Saturday, February 28, 2009

The Bush Legacy: the Religion and Poltics of Division


Maybe in another world, another time, Bush might have made a decent president, but he was doomed to be divisive given his unwitting (?) alignment with evangelical Christianity, which in its many variations, tends to draw dark lines defining who’s in and who’s out.

Long a tradition focused on “the lost” and then efforts to convert them, most evangelical Christians have come to see the world in terms of their correctness, their closeness to God, and most everyone else’s error – an “error” that runs deep in all categories, suggesting there is little or nothing of value in anything related to “the lost.”

These firm boundaries of “lost and found” were hardened in the years following the Cane Ridge, Kentucky revival of 1801. Originally a celebration of God’s love and the joys of Christian fellowship, later decades witnessed the emergence of a hardcore fundamentalism, hardened all the more in late 1800s in the “fundamentalist – modernist” conflicts over science and the Bible. These conflicts intensified through the early decades of the 20th century, culminating in the Scopes Trial in Tennessee.

After the emergence of the megachurch movement in the 1980s and the earlier decline in mainline churches beginning in the 60s, there was a sense that evangelicals could do no wrong, being, in fact, God’s chosen force to uphold the gospel and maintain the purity of the faith. With their eager embrace of technology, evangelicals quickly stepped to the center of the stage while mainline Christians slinked away and sulked, scrambling to find themselves and a reason to be.

Within the evangelical movement, several strains: one, represented by Billy Graham, a gentle-souled person who unapologetically preached Christ and conversion in a simple and winsome fashion. But there emerged another stream represented by Dobson’s Focus on the Family and preachers like Jerry Falwell and D. James Kennedy with roots in a hardcore revivalism building in the south during much of the early 20th century. They began to draw hard lines defined by a few social issues: abortion, homosexuality and creationism vs. evolution.

These hardcore folks found the welcome mat out with Reagan’s election. The man defeated by Reagan, Jimmy Carter, represented the strain associated with Graham – a warm-hearted Christianity that loved Jesus, but without the rancor and judgment found in the likes of Dobson. With Carter’s defeat and Reagan’s victory, the death knell was sounded for this gentler version of Christian faith.

Though Reagan would not have counted himself in this camp, Reagan and his handlers quickly recognized the political value and power of this emerging hardcore Christianity.

Throughout the 80s and 90s, this religio-political alliance grew stronger, embracing more and more the strategy of division along the fault lines noted above. You were either in or out; gray areas do not exist in this kind of thinking.

With Dobson’s recent resignation and the death of Falwell and Kennedy and the election of Obama, we are witnessing a revival of an earlier politics and Christian faith – there are gray areas, and plenty of them, and we’re all in this together. We forge bonds with one another above and through the issues that would otherwise divide.

The gentleness and Christ-centeredness of a Billy Graham and the visionary leadership of a Jimmy Carter will likely be guiding lights for the next several decades as Christians pick up the battered pieces of a misguided effort even as we seek to heal ourselves politically.

Bush might have been a different man in another era, but we’ll never know, for he was both the product of and a cheerleader for a style of politics and faith that has proved dangerous, if not fatal, to the wellbeing of the soul and the state.

1 comment:

  1. "a style of politics and faith that has proved dangerous, if not fatal, to the wellbeing of the soul and the state."

    Couldn't agree more.

    And the greed that it gave into, the greed that comes from the black and white view that I am right and what I do is right because I am right, and I deserve all the good stuff that comes to those who are right has led to the financial collapse we have seen as well.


> [TASK OBJECTIVE]: Read through the entries below and return each line with the word "Miss".

-- MATERIAL TO PROCESS follows --

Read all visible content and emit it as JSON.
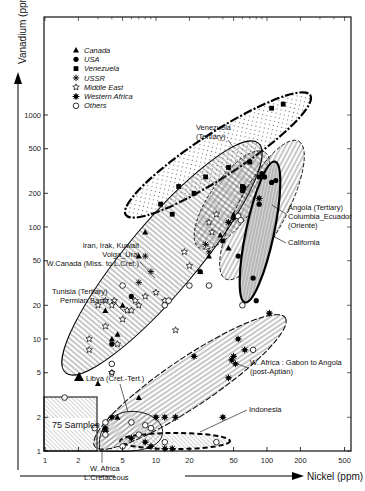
{
  "chart_data": {
    "type": "scatter",
    "title": "",
    "xlabel": "Nickel (ppm)",
    "ylabel": "Vanadium (ppm)",
    "xscale": "log",
    "yscale": "log",
    "xlim": [
      1,
      600
    ],
    "ylim": [
      1,
      2000
    ],
    "grid": false,
    "legend_position": "upper-left",
    "x_ticks": [
      1,
      2,
      5,
      10,
      20,
      50,
      100,
      200,
      500
    ],
    "y_ticks": [
      1,
      2,
      5,
      10,
      20,
      50,
      100,
      200,
      500,
      1000
    ],
    "legend": [
      {
        "name": "Canada",
        "marker": "filled-triangle"
      },
      {
        "name": "USA",
        "marker": "filled-circle"
      },
      {
        "name": "Venezuela",
        "marker": "filled-square"
      },
      {
        "name": "USSR",
        "marker": "asterisk"
      },
      {
        "name": "Middle East",
        "marker": "open-star"
      },
      {
        "name": "Western Africa",
        "marker": "filled-star"
      },
      {
        "name": "Others",
        "marker": "open-circle"
      }
    ],
    "series": [
      {
        "name": "Venezuela",
        "points": [
          [
            110,
            1150
          ],
          [
            140,
            1250
          ],
          [
            45,
            340
          ],
          [
            22,
            200
          ],
          [
            14,
            130
          ],
          [
            11,
            160
          ],
          [
            16,
            230
          ],
          [
            28,
            280
          ],
          [
            60,
            230
          ],
          [
            70,
            380
          ],
          [
            85,
            280
          ]
        ]
      },
      {
        "name": "Canada",
        "points": [
          [
            8,
            90
          ],
          [
            7,
            55
          ],
          [
            4,
            10
          ],
          [
            4.5,
            11
          ],
          [
            3.5,
            18
          ],
          [
            4.5,
            2
          ],
          [
            3,
            4
          ],
          [
            7,
            3
          ],
          [
            45,
            65
          ],
          [
            38,
            85
          ],
          [
            30,
            55
          ],
          [
            50,
            130
          ],
          [
            5,
            20
          ],
          [
            25,
            40
          ]
        ]
      },
      {
        "name": "USA",
        "points": [
          [
            95,
            280
          ],
          [
            110,
            250
          ],
          [
            120,
            260
          ],
          [
            60,
            210
          ],
          [
            62,
            225
          ],
          [
            55,
            55
          ],
          [
            75,
            35
          ],
          [
            80,
            22
          ],
          [
            85,
            160
          ],
          [
            4,
            9
          ],
          [
            4,
            6
          ],
          [
            4,
            5
          ],
          [
            6,
            24
          ],
          [
            25,
            40
          ],
          [
            40,
            75
          ],
          [
            90,
            300
          ]
        ]
      },
      {
        "name": "USSR",
        "points": [
          [
            8,
            55
          ],
          [
            7,
            32
          ],
          [
            9,
            40
          ],
          [
            30,
            60
          ],
          [
            28,
            70
          ]
        ]
      },
      {
        "name": "Middle East",
        "points": [
          [
            3,
            20
          ],
          [
            3.5,
            22
          ],
          [
            4,
            20
          ],
          [
            4.2,
            22
          ],
          [
            5.5,
            18
          ],
          [
            6,
            18
          ],
          [
            7,
            20
          ],
          [
            6.5,
            22
          ],
          [
            8,
            24
          ],
          [
            5,
            15
          ],
          [
            3.5,
            13
          ],
          [
            4.5,
            9
          ],
          [
            2.5,
            10
          ],
          [
            2.5,
            8
          ],
          [
            4,
            5
          ],
          [
            10,
            26
          ],
          [
            12,
            22
          ],
          [
            15,
            12
          ],
          [
            30,
            110
          ],
          [
            32,
            90
          ],
          [
            35,
            130
          ],
          [
            20,
            45
          ],
          [
            18,
            60
          ]
        ]
      },
      {
        "name": "Western Africa",
        "points": [
          [
            105,
            17
          ],
          [
            55,
            10
          ],
          [
            63,
            8
          ],
          [
            50,
            7
          ],
          [
            48,
            6.5
          ],
          [
            52,
            6
          ],
          [
            22,
            7
          ],
          [
            45,
            4.5
          ],
          [
            15,
            2
          ],
          [
            12,
            2
          ],
          [
            10,
            2
          ],
          [
            40,
            2
          ],
          [
            4,
            2
          ],
          [
            3.5,
            1.5
          ],
          [
            6,
            1.3
          ],
          [
            8,
            1.2
          ],
          [
            9,
            1.1
          ],
          [
            12,
            1.05
          ],
          [
            14,
            1.05
          ],
          [
            3.5,
            1.6
          ],
          [
            50,
            120
          ],
          [
            45,
            110
          ],
          [
            85,
            180
          ]
        ]
      },
      {
        "name": "Others",
        "points": [
          [
            1.5,
            3
          ],
          [
            5,
            30
          ],
          [
            4,
            6
          ],
          [
            6,
            1.8
          ],
          [
            8,
            1.7
          ],
          [
            9,
            1.6
          ],
          [
            3.5,
            1.8
          ],
          [
            2.8,
            1.6
          ],
          [
            3.5,
            1.4
          ],
          [
            5,
            1.1
          ],
          [
            7,
            1.4
          ],
          [
            12,
            1.2
          ],
          [
            35,
            1.2
          ],
          [
            30,
            30
          ],
          [
            75,
            8
          ],
          [
            55,
            125
          ],
          [
            58,
            115
          ],
          [
            60,
            20
          ],
          [
            20,
            30
          ],
          [
            12,
            20
          ],
          [
            13,
            22
          ]
        ]
      }
    ],
    "annotations": [
      {
        "text": "Venezuela (Tertiary)",
        "x": 30,
        "y": 370
      },
      {
        "text": "Angola (Tertiary)",
        "x": 150,
        "y": 95
      },
      {
        "text": "Columbia_Ecuador",
        "x": 150,
        "y": 95
      },
      {
        "text": "(Oriente)",
        "x": 150,
        "y": 95
      },
      {
        "text": "California",
        "x": 150,
        "y": 40
      },
      {
        "text": "Iran, Irak, Kuwait",
        "x": 3,
        "y": 75
      },
      {
        "text": "Volga_Ural",
        "x": 3,
        "y": 60
      },
      {
        "text": "W.Canada (Miss. to L.Cret.)",
        "x": 3,
        "y": 50
      },
      {
        "text": "Tunisia (Tertiary)",
        "x": 2,
        "y": 25
      },
      {
        "text": "Permian Basin",
        "x": 2,
        "y": 20
      },
      {
        "text": "W. Africa : Gabon to Angola",
        "x": 60,
        "y": 5
      },
      {
        "text": "(post-Aptian)",
        "x": 60,
        "y": 4.5
      },
      {
        "text": "Libya (Cret.-Tert.)",
        "x": 3,
        "y": 3.5
      },
      {
        "text": "Indonesia",
        "x": 80,
        "y": 2.5
      },
      {
        "text": "75 Samples",
        "x": 1.7,
        "y": 1.8
      },
      {
        "text": "W. Africa",
        "x": 3.5,
        "y": 0.8
      },
      {
        "text": "L.Cretaceous",
        "x": 3.5,
        "y": 0.7
      }
    ],
    "regions": [
      {
        "name": "Venezuela (Tertiary)",
        "fill": "dotted",
        "border": "dash-dot"
      },
      {
        "name": "Middle East / Volga-Ural / W.Canada / Tunisia / Permian Basin",
        "fill": "vertical-hatch"
      },
      {
        "name": "Iran-Irak-Kuwait core",
        "fill": "cross-hatch",
        "border": "dashed"
      },
      {
        "name": "Angola / Columbia-Ecuador",
        "fill": "horizontal-hatch",
        "border": "thin"
      },
      {
        "name": "California",
        "fill": "horizontal-lines-grey",
        "border": "bold"
      },
      {
        "name": "W. Africa Gabon to Angola (post-Aptian)",
        "fill": "horizontal-hatch",
        "border": "dash"
      },
      {
        "name": "Indonesia",
        "fill": "diagonal-hatch",
        "border": "bold-dashed"
      },
      {
        "name": "W. Africa L.Cretaceous",
        "fill": "diagonal-hatch"
      },
      {
        "name": "75 Samples",
        "fill": "diagonal-hatch-box"
      }
    ]
  },
  "labels": {
    "legend": [
      "Canada",
      "USA",
      "Venezuela",
      "USSR",
      "Middle East",
      "Western Africa",
      "Others"
    ],
    "venezuela": [
      "Venezuela",
      "(Tertiary)"
    ],
    "angola": [
      "Angola (Tertiary)",
      "Columbia_Ecuador",
      "(Oriente)"
    ],
    "california": "California",
    "iran": [
      "Iran, Irak, Kuwait",
      "Volga_Ural",
      "W.Canada (Miss. to L.Cret.)"
    ],
    "tunisia": [
      "Tunisia (Tertiary)",
      "Permian Basin"
    ],
    "wafrica": [
      "W. Africa : Gabon to Angola",
      "(post-Aptian)"
    ],
    "libya": "Libya (Cret.-Tert.)",
    "indonesia": "Indonesia",
    "samples": "75 Samples",
    "wafrica_lc": [
      "W. Africa",
      "L.Cretaceous"
    ],
    "xlabel": "Nickel (ppm)",
    "ylabel": "Vanadium (ppm)"
  }
}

-- MATERIAL TO PROCESS concluded --

> [ANSWER SECTION]:
        "text": "W.Canada (Miss. to L.Cret.)",
      "W.Canada (Miss. to L.Cret.)"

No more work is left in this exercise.